Once they got down there Fred Summers said it smelt too bad and anyway he wanted a drink and he and Dick went out to find an estaminet, keeping close under the eaves of the houses to escape the occasional shrapnel fragments from the antiaircraft guns. They found a little bar all full of tobacco smoke and French poilus singing
la Madelon.
Everybody cheered when they came in and a dozen glasses were handed to them. They smoked their first caporal ordinaire and everybody set them up to drinks so that at closing time, when the bugles blew the French equivalent of taps, they found themselves walking a little unsteadily along the pitchblack streets arm in arm with two poilus who'd promised to find them their cantonment. The poilus said la guerre was une saloperie and la victoire was une sale blague and asked eagerly if les americains knew anything about la revolution en Russie. Dick said he was a pacifist and was for anything that would stop the war and they all shook hands very significantly and talked about la revolution mondiale. When they were turning in on their folding cots, Fred Summers suddenly sat bolt upright with his blanket around him and said in a solemn funny way he had, “Fellers, this ain't a war, it's a goddam madhouse.”

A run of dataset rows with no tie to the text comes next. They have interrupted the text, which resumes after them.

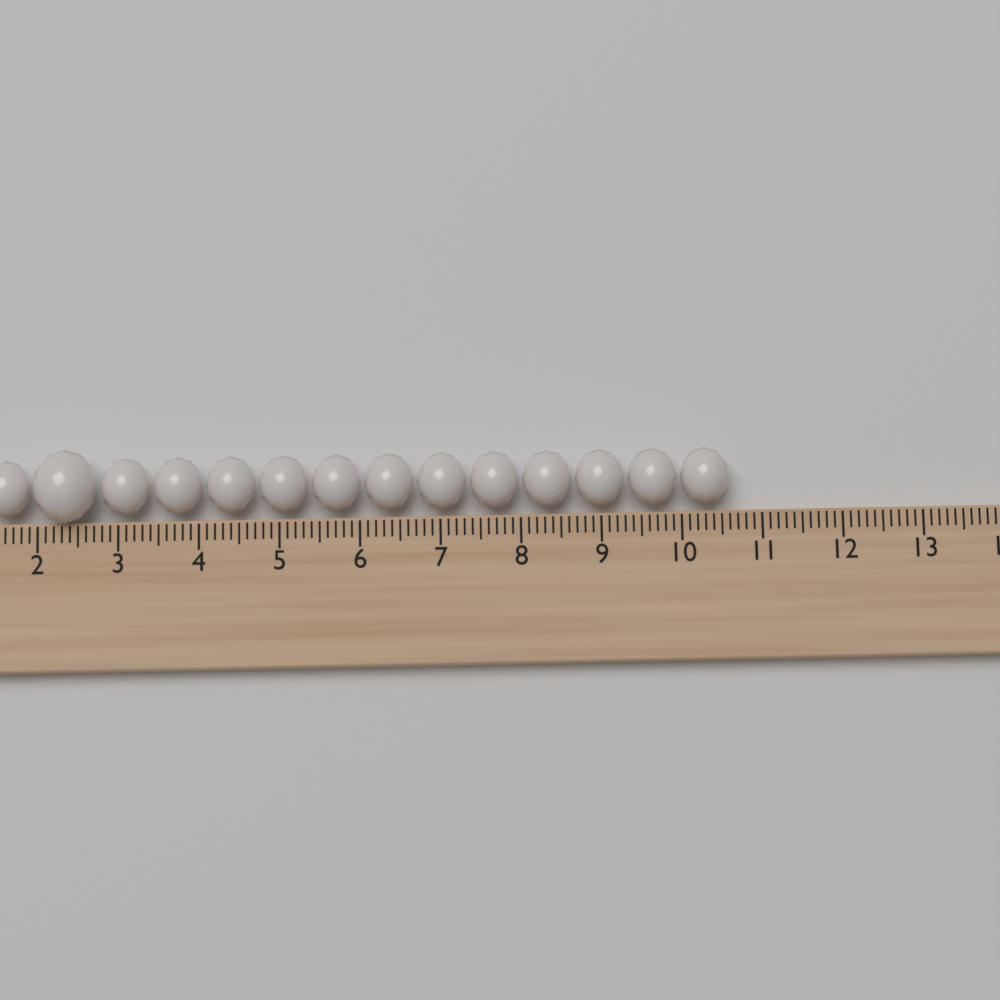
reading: 10.6 (no unit)
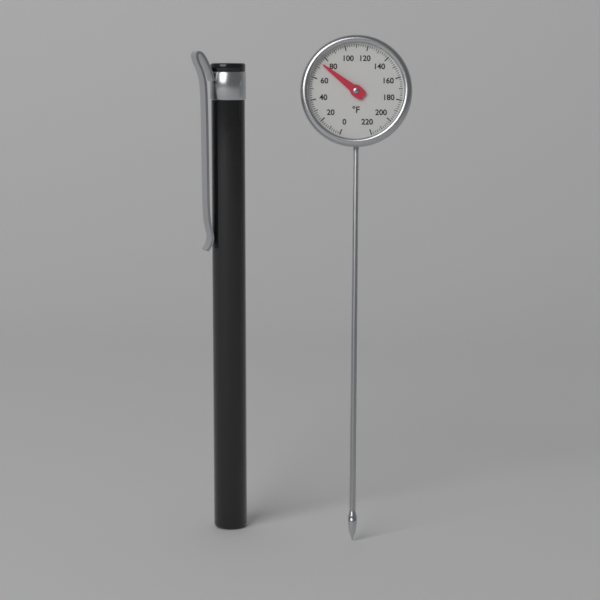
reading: 74 °F
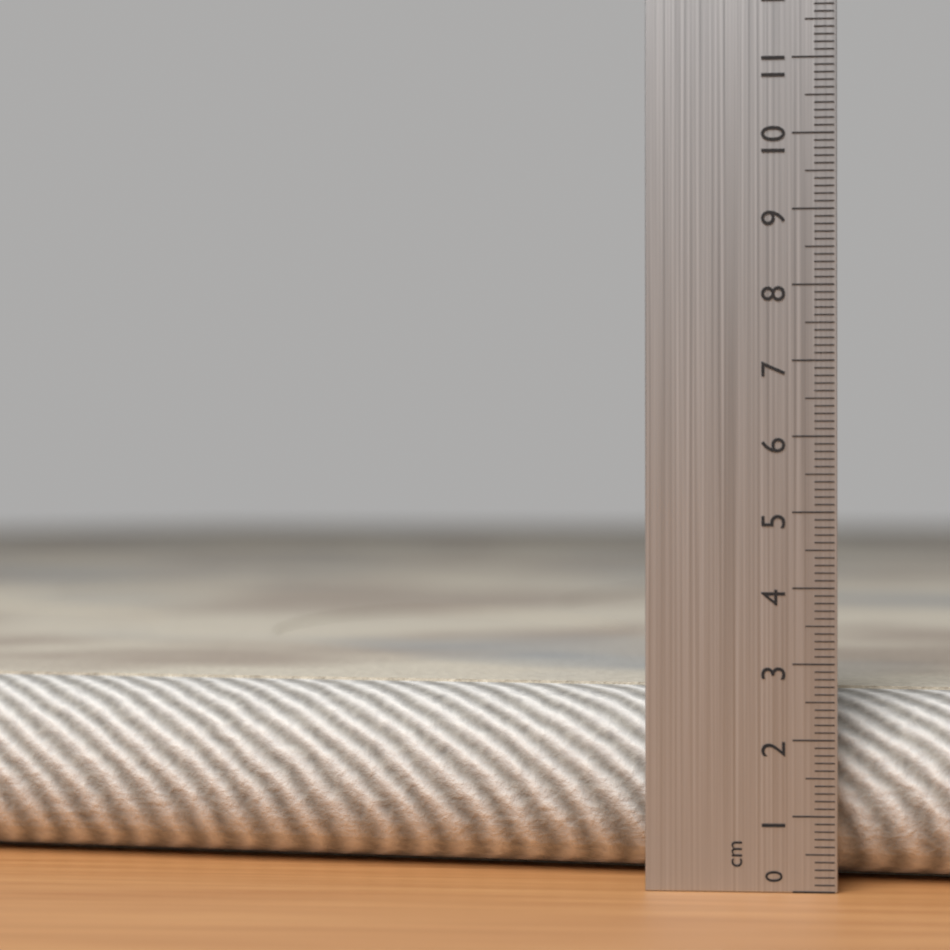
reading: 2.6 cm
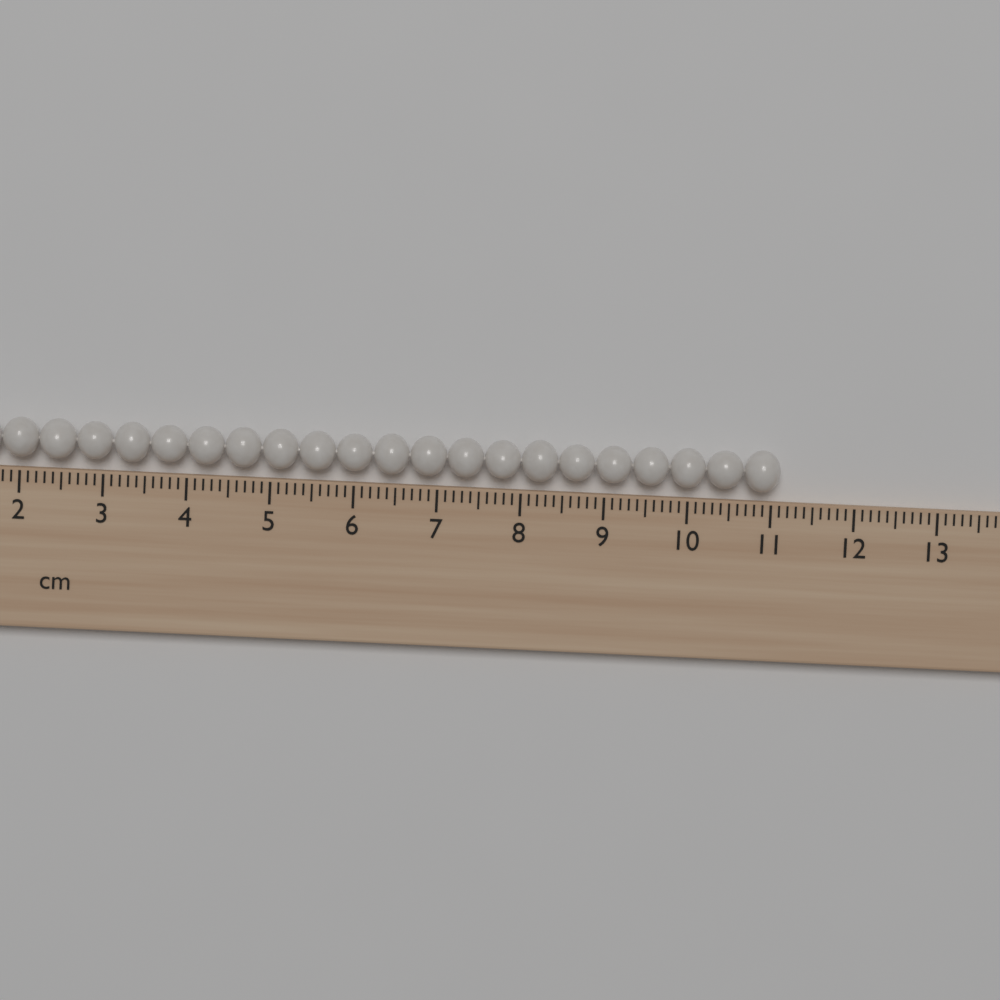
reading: 11.1 cm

There were two other fellows in the section who liked to drink wine and chatter bad French; Steve Warner, who'd been a special student at Harvard, and Ripley who was a freshman at Columbia. The five of them went around together, finding places to get omelettes and pommes frites in the villages within walking distance, making the rounds of the estaminets every night; they got to be known as the grenadine guards. When the section moved up onto the Voie Sacrée back of Verdun and was quartered for three rainy weeks in a little ruined village called Erize la Petite, they set up their cots together in the same corner of the old brokendown barn they were given for a cantonment. It rained all day and all night; all day and all night camions ground past through the deep liquid putty of the roads carrying men and munitions to Verdun. Dick used to sit on his cot looking out through the door at the jiggling mudspattered faces of the young French soldiers going up for the attack, drunk and desperate and yelling à bas la guerre, mort au vaches, à bas la guerre. Once Steve came in suddenly, his face pale above the dripping poncho, his eyes snapping, and said in a low voice, “Now I know what the tumbrils were like in the Terror, that's what they are, tumbrils.”